Today, with both the main Masjids much larger than they were before and with the PA system able to carry the voice much farther than the natural voice could go, it is easy to suggest less emphatic reason for building these Masjids so close, by our present standards, to one another.  Islam is not an inflexible living system that some make it out to be.  Through the ages, Muslims have arrived at numerous creative and unique solutions that they face in living and worshipping.
Muslims in Malaysia have also come up with they own solutions to the problem of calling the faithful to prayers.  In my grand uncle’s surau in Kampung Tepus, Kelantan, there used to be an old drum hanging from the rafters and in another surau, not that far away, there was an old beduk: a hollow block of wood.  In the past, before the advent of the PA system, they would beat that drum and beduk to signal that there is a call to prayers to follow.

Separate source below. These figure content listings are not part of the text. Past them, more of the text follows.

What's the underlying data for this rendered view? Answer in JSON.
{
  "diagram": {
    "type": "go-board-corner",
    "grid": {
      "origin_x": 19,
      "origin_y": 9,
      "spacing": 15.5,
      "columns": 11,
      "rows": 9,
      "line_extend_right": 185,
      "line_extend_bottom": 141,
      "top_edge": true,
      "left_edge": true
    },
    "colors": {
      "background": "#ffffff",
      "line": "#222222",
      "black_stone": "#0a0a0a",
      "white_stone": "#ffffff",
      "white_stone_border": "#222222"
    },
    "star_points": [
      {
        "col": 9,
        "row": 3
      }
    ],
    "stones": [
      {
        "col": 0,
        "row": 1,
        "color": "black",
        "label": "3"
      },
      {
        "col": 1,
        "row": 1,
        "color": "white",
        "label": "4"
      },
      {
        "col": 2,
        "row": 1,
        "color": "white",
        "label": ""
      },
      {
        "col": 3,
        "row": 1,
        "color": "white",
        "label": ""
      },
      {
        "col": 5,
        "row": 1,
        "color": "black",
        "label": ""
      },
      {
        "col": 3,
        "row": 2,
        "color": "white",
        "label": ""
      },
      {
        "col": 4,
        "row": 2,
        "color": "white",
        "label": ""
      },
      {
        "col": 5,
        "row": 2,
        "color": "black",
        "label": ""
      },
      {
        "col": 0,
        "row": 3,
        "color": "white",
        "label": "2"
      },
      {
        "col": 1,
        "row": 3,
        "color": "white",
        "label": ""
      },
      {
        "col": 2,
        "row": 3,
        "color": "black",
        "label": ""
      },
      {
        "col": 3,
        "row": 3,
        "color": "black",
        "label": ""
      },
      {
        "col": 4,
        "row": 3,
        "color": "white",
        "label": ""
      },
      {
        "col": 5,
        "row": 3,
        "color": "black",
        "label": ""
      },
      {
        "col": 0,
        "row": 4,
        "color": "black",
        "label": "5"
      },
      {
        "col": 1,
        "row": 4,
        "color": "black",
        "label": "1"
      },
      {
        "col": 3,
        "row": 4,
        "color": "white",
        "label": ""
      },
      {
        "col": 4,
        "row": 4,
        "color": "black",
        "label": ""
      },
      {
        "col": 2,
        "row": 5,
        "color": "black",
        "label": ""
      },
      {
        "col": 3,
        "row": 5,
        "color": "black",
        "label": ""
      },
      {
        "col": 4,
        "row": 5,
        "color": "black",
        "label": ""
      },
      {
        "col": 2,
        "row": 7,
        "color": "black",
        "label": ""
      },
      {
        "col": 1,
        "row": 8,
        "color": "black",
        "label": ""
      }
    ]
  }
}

They drum and the beduk are not in fact used to call to prayers, they are used to tell the Muslims that there is an Adzan coming up. More importantly, the Malaysian solutions are biodegradable and they will soon disappear when the wood deteriorates beyond usable conditions.  In Makkah of the Fatimid Empire, they had a more durable solution; they fired cannon to signal the time for Maghreb (end of twilight) which was then followed by the Adzan: a practice they still follow in present day Ramadan.
The problem is, today, some of my relatively over-zealous brethren often fail to see the beauty of these solutions of the past.  They see the beduk, the drum and the cannon and say, that these are not allowed because they are innovations that were not used during the time of the Prophet PBUH.  They fail to see that these devices do not call the Muslims to prayers, the Adzan that follows the use of these devices does.  The devices merely signals that the Adzan is coming next.  Ironically, they make these claims while talking into very modern microphones.